Robbins, Kenneth R. (American playwright, professor, author, 1944-____), “Creeping Charlie,”
a 40-minute drama in English, set in a college town, in the middle of America, 1999,
2m2f;
• © 1999 by Kenneth R. Robbins; • script/rights available from Lettie Lee, Ann Elmo Agency, Inc., 60 East 42nd Street, New York City, New York 10165, U.S.A., telephone 212-661-2880; contact Kenneth R. Robbins at 1504 Elizabeth Avenue, Ruston, Louisiana 71270, U.S.A., e-mail krobbins@latech.edu, telephone (home) 318-513-2407, (work) 318-257-2711, fax 318-257-4571. • Cited by Kenneth R. Robbins, via ftp November 9, 1999; Robbins says,
§ Dramatis Personae Lambert (m), 35, a college professor; Ellin (f), 29, Lambert’s wife, a Steinbeck scholar; Nelli (20), Lambert’s student/The Ageless Wonder/The Garden Spot/Harriet Laurgaard, County Agent; Willis (45), Lambert’s tennis pal.
§ Synopsis “‘Let’s say tomorrow, you were given a choice: tennis or sex; which would you choose?’ Thus challenged, Lambert, a college professor begins evaluating his life and the meaning it holds. Into his yard comes ‘creeping Charlie,’ a runner that is killing his grass. At the same time, Willis, his tennis partner, begins suffering from an unknown ailment that causes their weekly tennis matches to be postponed and cancelled. Finally, Ellin, Lambert’s wife, struggles with the issues of political correctness as they relate to the published works of John Steinbeck. All these important things in Lambert’s life fall into perspective when Willis informs him that his complaint is cancer, subsequently fatal. Only then can Lambert accept a chemical attack on ‘creeping Charlie’ as valid.
§ Comment “‘Creeping Charlie’ offers seamless fluid action requiring actors to define the space. One of the actors assumes multiple roles: Nelli appears as The Ageless Wonder, as owner of The Garden Spot, and as Harriet Laurgaard, County Agent. • The play awaits its premiere. • Kenneth R. Robbins is the author of two published novels and seventeen published plays. His work has received the Toni Morrison Prize for Fiction, the Associated Writing Programs Novel Award, the Charles Getchell Award, and a Corporation for Public Broadcasting Award, among others. His works for the stage have been produced by the New Works Theatre, Dallas Theater Center, Nashville Academy Theatre, Atlanta Off Peachtree, and the Project Arts Center, Dublin, Ireland. His radio play, Dynamite Hill, was aired over National Public Radio and BBC Radio 3. Atomic Field closed in September after a summer-long run in Tokyo, in a translation prepared by Akira Wakabayashi.
§ Themes creeping Charlie (moneywort), death, fairness, faithfulness, friendship, illness, marriage, personal philosophy, predictability, Steinbeck (John Ernst Steinbeck, American Nobel Prize novelist, 1902-1968), tennis.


### Assignment:
The copy must match the data below line for line and contain no images.

### Supplied entries:

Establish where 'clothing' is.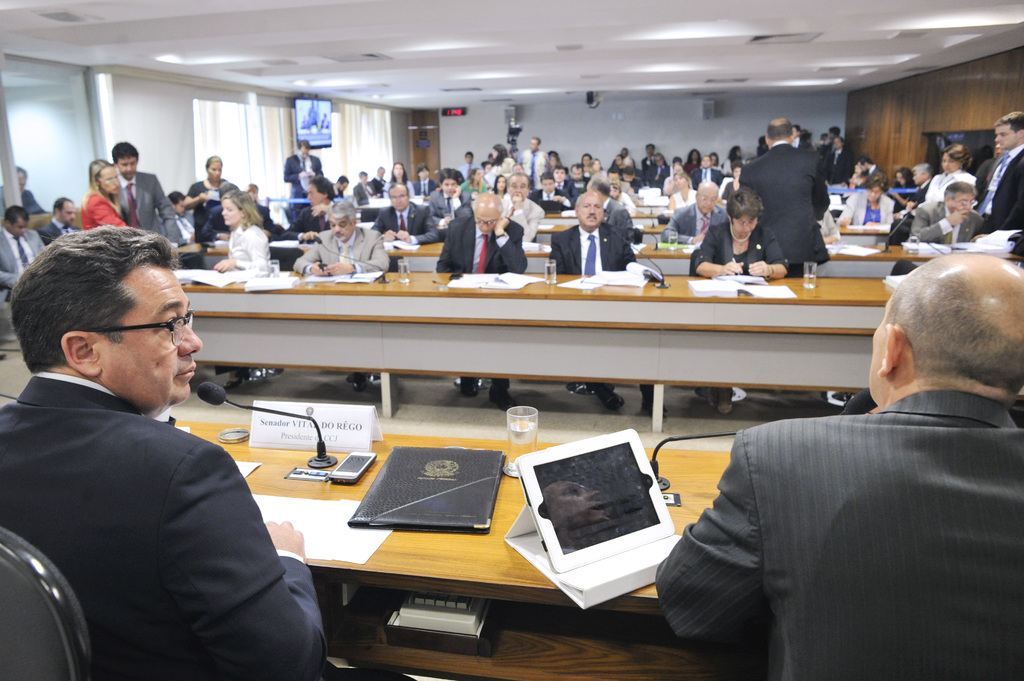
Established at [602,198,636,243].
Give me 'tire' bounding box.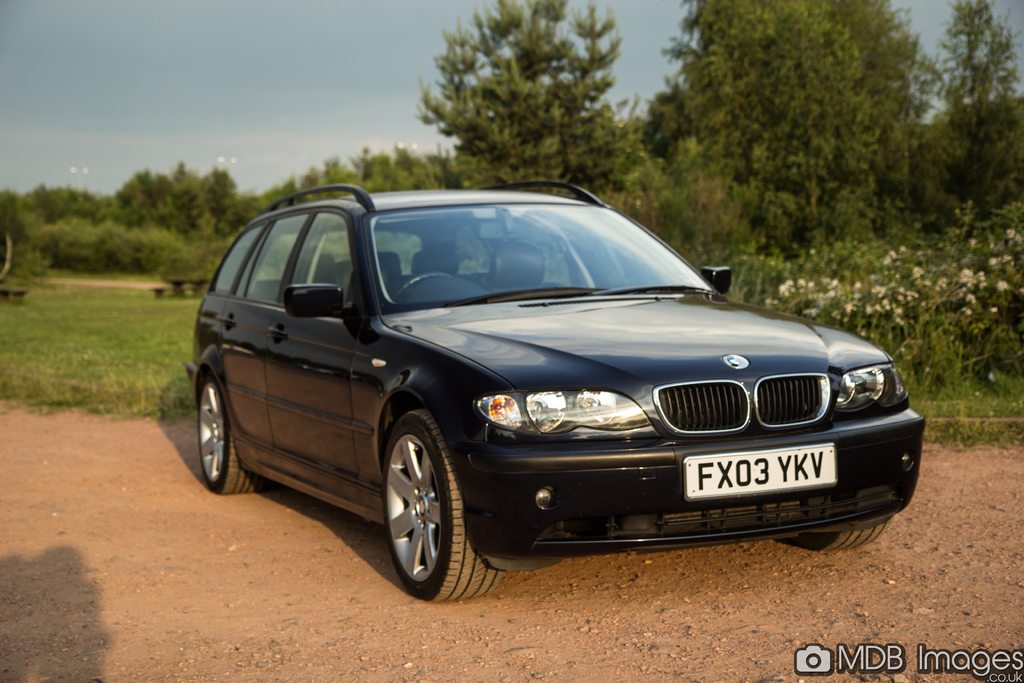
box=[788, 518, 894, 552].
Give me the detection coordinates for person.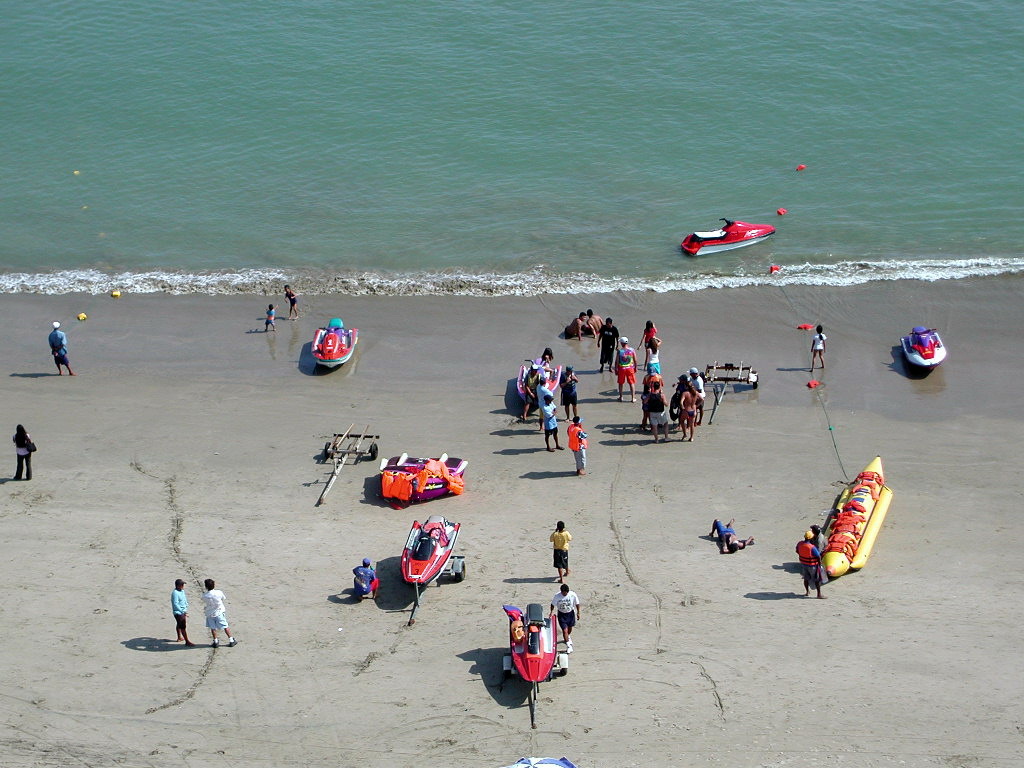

### Exercise output:
Establish where 'clothing' is.
Established at [602,198,636,243].
Give me 'tire' bounding box.
box=[788, 518, 894, 552].
Give me the detection coordinates for person.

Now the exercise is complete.